The top editor of The New York Times warned the newspaper’s journalists who have voiced displeasure with the outlet’s coverage of transgender people and issues that such public criticism will “not be tolerated.”
In a memo to staff on Thursday obtained by The Hill, executive editor Joe Kahn said the Times “received a letter delivered by GLAAD, an advocacy group, criticizing coverage in The Times of transgender issues.”
“It is not unusual for outside groups to critique our coverage or to rally supporters to seek to influence our journalism. In this case, however, members of our staff and contributors to The Times joined the effort. Their protest letter included direct attacks on several of our colleagues, singling them out by name,” Kahn wrote. “Participation in such a campaign is against the letter and spirit of our ethics policy. That policy prohibits our journalists from aligning themselves with advocacy groups and joining protest actions on matters of public policy. We also have a clear policy prohibiting Times journalists from attacking one another’s journalism publicly or signaling their support for such attacks.”

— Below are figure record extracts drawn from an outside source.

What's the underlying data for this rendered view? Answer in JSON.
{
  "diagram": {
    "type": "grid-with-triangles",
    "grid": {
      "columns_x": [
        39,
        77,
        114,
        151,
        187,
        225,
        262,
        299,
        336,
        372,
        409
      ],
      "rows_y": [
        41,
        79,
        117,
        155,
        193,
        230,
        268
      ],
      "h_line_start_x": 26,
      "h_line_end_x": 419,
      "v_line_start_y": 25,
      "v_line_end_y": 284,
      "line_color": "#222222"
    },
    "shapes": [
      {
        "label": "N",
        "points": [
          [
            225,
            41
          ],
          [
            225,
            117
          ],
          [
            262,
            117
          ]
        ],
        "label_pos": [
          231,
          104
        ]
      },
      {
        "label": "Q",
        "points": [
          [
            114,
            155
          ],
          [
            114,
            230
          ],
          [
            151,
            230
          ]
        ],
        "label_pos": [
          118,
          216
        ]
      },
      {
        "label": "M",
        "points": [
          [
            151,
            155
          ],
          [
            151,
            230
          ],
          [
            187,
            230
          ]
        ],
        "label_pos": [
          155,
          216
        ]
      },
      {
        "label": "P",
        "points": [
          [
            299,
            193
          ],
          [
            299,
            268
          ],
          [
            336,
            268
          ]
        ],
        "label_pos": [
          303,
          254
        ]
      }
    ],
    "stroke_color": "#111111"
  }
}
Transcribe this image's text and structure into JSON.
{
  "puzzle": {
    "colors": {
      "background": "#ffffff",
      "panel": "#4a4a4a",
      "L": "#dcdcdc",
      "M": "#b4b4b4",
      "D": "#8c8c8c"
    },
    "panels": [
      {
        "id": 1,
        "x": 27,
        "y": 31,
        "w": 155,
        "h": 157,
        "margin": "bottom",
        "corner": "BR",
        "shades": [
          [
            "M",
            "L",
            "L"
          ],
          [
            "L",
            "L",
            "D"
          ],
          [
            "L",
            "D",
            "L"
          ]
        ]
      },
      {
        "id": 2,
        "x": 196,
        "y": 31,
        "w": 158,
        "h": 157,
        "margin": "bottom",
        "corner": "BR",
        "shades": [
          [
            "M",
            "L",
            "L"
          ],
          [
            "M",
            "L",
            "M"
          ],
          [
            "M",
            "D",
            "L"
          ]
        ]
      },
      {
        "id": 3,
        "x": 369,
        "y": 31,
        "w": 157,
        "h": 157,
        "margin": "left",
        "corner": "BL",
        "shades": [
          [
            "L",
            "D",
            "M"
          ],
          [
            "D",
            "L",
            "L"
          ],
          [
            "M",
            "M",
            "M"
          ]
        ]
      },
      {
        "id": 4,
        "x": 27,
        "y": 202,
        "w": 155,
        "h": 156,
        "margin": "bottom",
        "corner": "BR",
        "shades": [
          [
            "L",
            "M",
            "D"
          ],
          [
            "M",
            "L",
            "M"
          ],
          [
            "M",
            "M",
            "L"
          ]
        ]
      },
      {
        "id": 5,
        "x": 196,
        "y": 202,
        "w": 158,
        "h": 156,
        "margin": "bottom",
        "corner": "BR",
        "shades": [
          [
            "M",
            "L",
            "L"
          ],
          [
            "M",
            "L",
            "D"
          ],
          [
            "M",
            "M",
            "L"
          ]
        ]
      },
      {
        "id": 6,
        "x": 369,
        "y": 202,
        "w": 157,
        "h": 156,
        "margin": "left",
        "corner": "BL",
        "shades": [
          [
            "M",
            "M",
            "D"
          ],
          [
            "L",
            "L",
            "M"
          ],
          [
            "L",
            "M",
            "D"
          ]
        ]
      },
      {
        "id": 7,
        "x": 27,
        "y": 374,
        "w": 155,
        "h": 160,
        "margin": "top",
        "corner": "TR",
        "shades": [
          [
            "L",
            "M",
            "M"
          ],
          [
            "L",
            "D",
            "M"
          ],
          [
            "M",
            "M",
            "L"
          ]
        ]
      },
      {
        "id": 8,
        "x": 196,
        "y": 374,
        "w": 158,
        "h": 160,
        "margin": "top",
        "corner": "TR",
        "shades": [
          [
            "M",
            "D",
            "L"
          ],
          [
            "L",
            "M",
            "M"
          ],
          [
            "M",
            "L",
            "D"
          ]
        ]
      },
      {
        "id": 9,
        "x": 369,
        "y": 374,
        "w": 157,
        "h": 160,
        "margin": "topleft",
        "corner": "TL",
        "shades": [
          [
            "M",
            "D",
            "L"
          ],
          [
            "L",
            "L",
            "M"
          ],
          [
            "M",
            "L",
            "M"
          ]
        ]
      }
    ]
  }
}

More than 200 New York Times contributors past and present earlier this week penned an open letter to the newspaper, criticizing its coverage of transgender issues, saying it has been cited to justify criminalizing gender-affirming health care by lawmakers.
The letter specifically takes issue with a Times story from last June that uses the term “patient zero” to refer to a transgender young person seeking gender-affirming care, which the signatories say is “a phrase that vilifies transness as a disease to be feared.”
“The newspaper’s editorial guidelines demand that reporters ‘preserve a professional detachment, free of any whiff of bias’ when cultivating their sources, remaining ‘sensitive that personal relationships with news sources can erode into favoritism, in fact or appearance,’” the letter, whose signatories included journalists from other publications, including The Hill, reads. “Yet the Times has in recent years treated gender diversity with an eerily familiar mix of pseudoscience and euphemistic, charged language, while publishing reporting on trans children that omits relevant information about its sources.”
Kahn defended the newspaper’s coverage of transgender issues and people in his note on Thursday.
“Our coverage of transgender issues, including the specific pieces singled out for attack, is important, deeply reported, and sensitively written,” he said. “We do not welcome, and will not tolerate, participation by Times journalists in protests organized by advocacy groups or attacks on colleagues on social media and other public forums.”